A Few Pages of Miracle

I couldn’t have claimed to be an addict of romance genre, had I not read the profoundly magical pages of “Love Story” written by Erich Sehgal, an American author. The story, requires no introduction, for its romantic yet funny and subtly tragic plot, does the work too perfectly. It introduces the story of two people, young and untamed, explicitly in love, wherein no tests thrown their way, could dampen their spirits or their bond. It runs no longer than a century and half of pages, suitable enough for the trance it creates to behold in its majesty.

Oliver Barrett IV, a Havard undergraduate and a wealthy heir to the legacy, and Jennifer Cavilleri, a quick wit, and music major at Radcliffe College, are polar distances apart. But the world’s impromptu eagerness pulls them together, keeps them attracted and deepens their love. Come graduation and the couple, against the wishes of Oliver’s parents, marry, thereupon bringing the vow of severed ties from family. The couple struggles their way through money, debts and bills, with Jennifer being an aide, working as a teacher. As fate decides it, a sheer painful news strikes them low, leaving Oliver asking money from his father, blending into a turn of events that leaves him broken forever.

This book isn’t what you expect at the first glance, at the least I didn’t. Reading the first few pages, you receive an immense nostalgia of reading cliché books, of hopelessly in love, people from the lower rung of society and those with richness bestowed upon them. But, once you are into a twenty pages or so, you realize, this is nowhere to be. The plot doesn’t delay the bringing of them together, and rather lights up the world after the fantasy marriage. It doesn’t sugarcoat the inevitable; neither does it conjure up some scientifically improvable conjecture. As you walk through the journey with these souls merged into one, you feel the pull of never keeping the book down. You laugh at the way they weave into each others’ lives, and stifle a sob, at the tragedy that awaits them. And, without a substantial warning, you possess the wish of being in love as magical, as true and as pure as they hold. It portrays you the possibility of such a love being real rather than fiction, holding you for seconds more after you finish the last word of the last page, as you hope for a miracle, before returning to the harsh reality.

Mimansa Jaiswal

I am an engineering student, unintentionally in love with books, writing and sketching. I am an avid coder, philosopher and counsellor for people and all my friends.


## EXERCISE:
Write out all the data again, exactly as it stands.

::::::::::

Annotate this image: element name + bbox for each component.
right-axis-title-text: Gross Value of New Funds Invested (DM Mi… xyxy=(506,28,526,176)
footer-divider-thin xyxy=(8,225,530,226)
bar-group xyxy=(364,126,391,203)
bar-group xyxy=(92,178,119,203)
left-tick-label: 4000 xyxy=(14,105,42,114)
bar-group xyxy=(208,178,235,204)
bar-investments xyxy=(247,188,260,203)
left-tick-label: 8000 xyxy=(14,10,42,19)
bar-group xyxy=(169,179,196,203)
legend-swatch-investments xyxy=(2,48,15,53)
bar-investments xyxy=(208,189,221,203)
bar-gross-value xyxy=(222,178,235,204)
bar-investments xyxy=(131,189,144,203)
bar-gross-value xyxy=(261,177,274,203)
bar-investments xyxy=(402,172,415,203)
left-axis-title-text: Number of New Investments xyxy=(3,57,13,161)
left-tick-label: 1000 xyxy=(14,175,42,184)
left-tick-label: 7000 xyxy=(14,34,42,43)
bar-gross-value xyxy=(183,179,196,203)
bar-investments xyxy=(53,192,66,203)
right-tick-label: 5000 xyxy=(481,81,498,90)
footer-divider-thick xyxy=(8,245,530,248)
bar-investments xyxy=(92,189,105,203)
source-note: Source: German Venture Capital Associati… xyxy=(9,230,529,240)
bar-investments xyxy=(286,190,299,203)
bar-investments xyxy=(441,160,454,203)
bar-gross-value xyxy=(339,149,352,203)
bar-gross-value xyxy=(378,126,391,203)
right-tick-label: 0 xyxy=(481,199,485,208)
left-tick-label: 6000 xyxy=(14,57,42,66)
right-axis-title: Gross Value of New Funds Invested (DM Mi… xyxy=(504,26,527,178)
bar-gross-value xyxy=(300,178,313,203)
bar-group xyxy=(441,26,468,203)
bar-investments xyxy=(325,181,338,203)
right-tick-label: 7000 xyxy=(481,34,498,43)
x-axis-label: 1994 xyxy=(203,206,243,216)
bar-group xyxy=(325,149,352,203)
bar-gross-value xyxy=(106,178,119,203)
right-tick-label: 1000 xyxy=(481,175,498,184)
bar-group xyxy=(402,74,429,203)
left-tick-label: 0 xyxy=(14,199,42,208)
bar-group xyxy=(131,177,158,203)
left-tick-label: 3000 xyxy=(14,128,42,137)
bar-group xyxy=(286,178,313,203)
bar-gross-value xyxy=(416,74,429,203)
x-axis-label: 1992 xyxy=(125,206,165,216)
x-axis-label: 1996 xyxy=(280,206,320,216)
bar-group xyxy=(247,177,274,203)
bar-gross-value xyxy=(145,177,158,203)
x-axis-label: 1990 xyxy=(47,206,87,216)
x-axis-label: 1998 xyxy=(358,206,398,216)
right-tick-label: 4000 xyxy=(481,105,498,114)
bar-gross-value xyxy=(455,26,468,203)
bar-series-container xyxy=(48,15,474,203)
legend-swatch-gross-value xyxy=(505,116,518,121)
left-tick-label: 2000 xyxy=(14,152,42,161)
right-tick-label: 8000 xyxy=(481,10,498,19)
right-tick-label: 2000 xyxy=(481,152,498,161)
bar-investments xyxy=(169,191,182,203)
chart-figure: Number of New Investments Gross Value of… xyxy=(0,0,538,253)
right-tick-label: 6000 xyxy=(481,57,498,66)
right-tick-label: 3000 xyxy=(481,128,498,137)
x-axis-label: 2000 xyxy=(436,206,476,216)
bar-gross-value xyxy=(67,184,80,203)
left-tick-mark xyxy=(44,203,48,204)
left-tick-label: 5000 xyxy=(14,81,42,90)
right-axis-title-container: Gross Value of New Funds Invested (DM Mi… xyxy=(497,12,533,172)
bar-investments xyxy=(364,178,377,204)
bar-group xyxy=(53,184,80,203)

::::::::::

## SOLUTION TO THIS PROBLEM:
Annotate this image: element name + bbox for each component.
right-axis-title-text: Gross Value of New Funds Invested (DM Mi… xyxy=(506,28,526,176)
footer-divider-thin xyxy=(8,225,530,226)
bar-group xyxy=(364,126,391,203)
bar-group xyxy=(92,178,119,203)
left-tick-label: 4000 xyxy=(14,105,42,114)
bar-group xyxy=(208,178,235,204)
bar-investments xyxy=(247,188,260,203)
left-tick-label: 8000 xyxy=(14,10,42,19)
bar-group xyxy=(169,179,196,203)
legend-swatch-investments xyxy=(2,48,15,53)
bar-investments xyxy=(208,189,221,203)
bar-gross-value xyxy=(222,178,235,204)
bar-investments xyxy=(131,189,144,203)
bar-gross-value xyxy=(261,177,274,203)
bar-investments xyxy=(402,172,415,203)
left-axis-title-text: Number of New Investments xyxy=(3,57,13,161)
left-tick-label: 1000 xyxy=(14,175,42,184)
left-tick-label: 7000 xyxy=(14,34,42,43)
bar-gross-value xyxy=(183,179,196,203)
bar-investments xyxy=(53,192,66,203)
right-tick-label: 5000 xyxy=(481,81,498,90)
footer-divider-thick xyxy=(8,245,530,248)
bar-investments xyxy=(92,189,105,203)
source-note: Source: German Venture Capital Associati… xyxy=(9,230,529,240)
bar-investments xyxy=(286,190,299,203)
bar-investments xyxy=(441,160,454,203)
bar-gross-value xyxy=(339,149,352,203)
bar-gross-value xyxy=(378,126,391,203)
right-tick-label: 0 xyxy=(481,199,485,208)
left-tick-label: 6000 xyxy=(14,57,42,66)
right-axis-title: Gross Value of New Funds Invested (DM Mi… xyxy=(504,26,527,178)
bar-gross-value xyxy=(300,178,313,203)
bar-group xyxy=(441,26,468,203)
bar-investments xyxy=(325,181,338,203)
right-tick-label: 7000 xyxy=(481,34,498,43)
x-axis-label: 1994 xyxy=(203,206,243,216)
bar-group xyxy=(325,149,352,203)
bar-gross-value xyxy=(106,178,119,203)
right-tick-label: 1000 xyxy=(481,175,498,184)
bar-group xyxy=(402,74,429,203)
left-tick-label: 0 xyxy=(14,199,42,208)
bar-group xyxy=(131,177,158,203)
left-tick-label: 3000 xyxy=(14,128,42,137)
bar-group xyxy=(286,178,313,203)
bar-gross-value xyxy=(416,74,429,203)
x-axis-label: 1992 xyxy=(125,206,165,216)
x-axis-label: 1996 xyxy=(280,206,320,216)
bar-group xyxy=(247,177,274,203)
bar-gross-value xyxy=(145,177,158,203)
x-axis-label: 1990 xyxy=(47,206,87,216)
x-axis-label: 1998 xyxy=(358,206,398,216)
right-tick-label: 4000 xyxy=(481,105,498,114)
bar-gross-value xyxy=(455,26,468,203)
bar-series-container xyxy=(48,15,474,203)
legend-swatch-gross-value xyxy=(505,116,518,121)
left-tick-label: 2000 xyxy=(14,152,42,161)
right-tick-label: 8000 xyxy=(481,10,498,19)
right-tick-label: 2000 xyxy=(481,152,498,161)
bar-investments xyxy=(169,191,182,203)
chart-figure: Number of New Investments Gross Value of… xyxy=(0,0,538,253)
right-tick-label: 6000 xyxy=(481,57,498,66)
right-tick-label: 3000 xyxy=(481,128,498,137)
x-axis-label: 2000 xyxy=(436,206,476,216)
bar-gross-value xyxy=(67,184,80,203)
left-tick-mark xyxy=(44,203,48,204)
left-tick-label: 5000 xyxy=(14,81,42,90)
right-axis-title-container: Gross Value of New Funds Invested (DM Mi… xyxy=(497,12,533,172)
bar-investments xyxy=(364,178,377,204)
bar-group xyxy=(53,184,80,203)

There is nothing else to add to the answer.